We are shortchanging ourselves as a culture by not taking better care of our own psyches, and of the psychiatrically wounded among us. But it’s not an easy job, obviously, to fix their wounds. Nearly every shift, I’m asking myself, What do I do with this patient now that he has shown up here in my ER? What does he need from us right now? Unfortunately, the most common answer is: He needs a childhood transplant, he needs to start over—with loving parents this time, in a caring, nurturing environment.

Most psychiatric patients, especially addicts, alcoholics, and criminals, have horrendous histories of neglect and physical and sexual abuse.

Since there’s no way to fix that after the fact, it’s a lot harder to fix them. Many of the addicts and alcoholics that I triage don’t seem all that interested in getting into treatment, or sticking with a program long enough to make real changes in their lives. Letting them sleep in the ER for a night or two rarely works miracles, and one thing I got used to early in the game at Bellevue was seeing some patients over and over: the drunks who’d show up regularly, the crack addicts who’d come in like clockwork when their checks ran out. I learned to regard the revolving door of my workplace with equanimity. I was not going to be able to change a damn thing, more often than not.

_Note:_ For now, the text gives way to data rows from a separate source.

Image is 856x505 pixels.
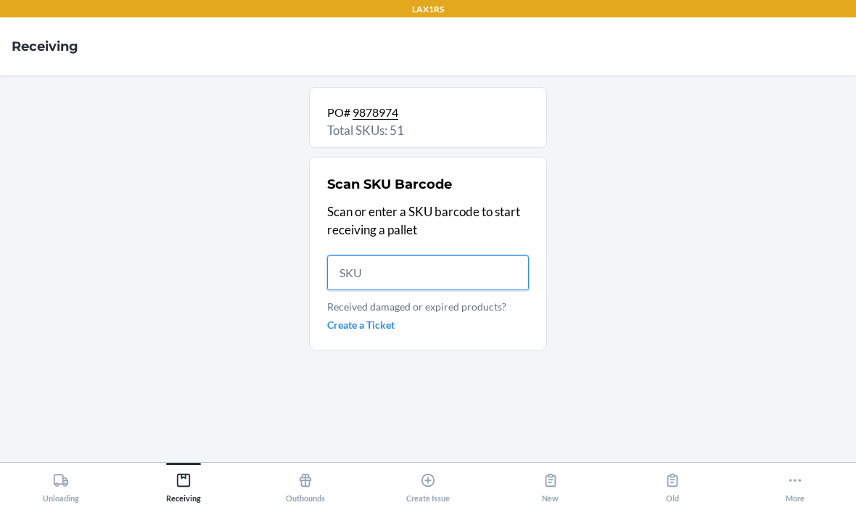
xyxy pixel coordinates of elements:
h2: Scan SKU Barcode [327,175,452,194]
div: Receiving [166,467,201,503]
button: New [489,463,612,503]
button: Create Issue [367,463,490,503]
button: Old [612,463,735,503]
a: Create a Ticket [327,317,529,332]
input: SKU [327,255,529,290]
p: PO# [327,104,529,121]
p: Received damaged or expired products? [327,299,529,314]
h4: Receiving [12,37,78,56]
div: Outbounds [286,467,325,503]
div: Create Issue [406,467,450,503]
button: Outbounds [245,463,367,503]
div: Unloading [43,467,79,503]
div: Old [665,467,681,503]
p: Total SKUs: 51 [327,121,529,140]
p: LAX1RS [412,3,444,16]
div: New [542,467,559,503]
div: More [786,467,805,503]
button: Receiving [123,463,245,503]
p: Scan or enter a SKU barcode to start receiving a pallet [327,203,529,240]
button: More [734,463,856,503]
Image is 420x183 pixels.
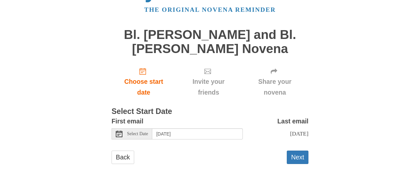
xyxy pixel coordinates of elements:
[112,108,309,116] h3: Select Start Date
[112,116,143,127] label: First email
[182,76,235,98] span: Invite your friends
[241,62,309,101] div: Click "Next" to confirm your start date first.
[290,131,309,137] span: [DATE]
[287,151,309,164] button: Next
[112,151,134,164] a: Back
[112,62,176,101] a: Choose start date
[118,76,169,98] span: Choose start date
[248,76,302,98] span: Share your novena
[176,62,241,101] div: Click "Next" to confirm your start date first.
[112,28,309,56] h1: Bl. [PERSON_NAME] and Bl. [PERSON_NAME] Novena
[144,6,276,13] a: The original novena reminder
[277,116,309,127] label: Last email
[127,132,148,137] span: Select Date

“I’m a cog in the machine; I am a spoke in the wheel.” I chant my mantra in front of the nurses as I twirl in a circle, waving my arms like Shiva. Between the bureaucracy of working in a huge city hospital and the recidivism of the patients, I develop my own version of the serenity prayer:
Help me learn to accept that I cannot alter the machine, and I will try my hardest to make sure that the machine does not alter me
.

Treated and Released

I
t is June 27, 2005, my last Monday morning sign-out. July first is next week, but just as I planned last winter, I have not re-upped for another year in Bedlam. I am O.T.D.

I often joked that I’d be working at Bellevue until I was a stooped-over, osteoporotic old woman, and when I said it, I usually believed it, but I’ve finally worked my last weekend. I’ve decided to trade in the psychotics for neurotics: I’m going to do full-time private practice. I always assumed I’d stay hospital-based, mired in academia, teaching and performing clinical research, but my path is pulling me in a different direction. I feel as though I’m heading out to pasture, and I’m not even forty.

I tell people that the reason I am leaving is because of Molly; I need to alter my schedule to accommodate hers. She’ll be starting kindergarten in the fall, and we have decided that we’d prefer her to go to school in New York City, which means reversing our schedule and spending our weekdays in the city and our weekends upstate. That in turn means I can’t keep working my weekend shifts at Bellevue, but working weekdays at Bellevue doesn’t make any sense financially. I can work in my private practice three days a week and still spend plenty of time with my family. And I’m starting to feel that I can be a better doctor in my office than I can in the ER, with a chance of effecting real and lasting change in people’s lives.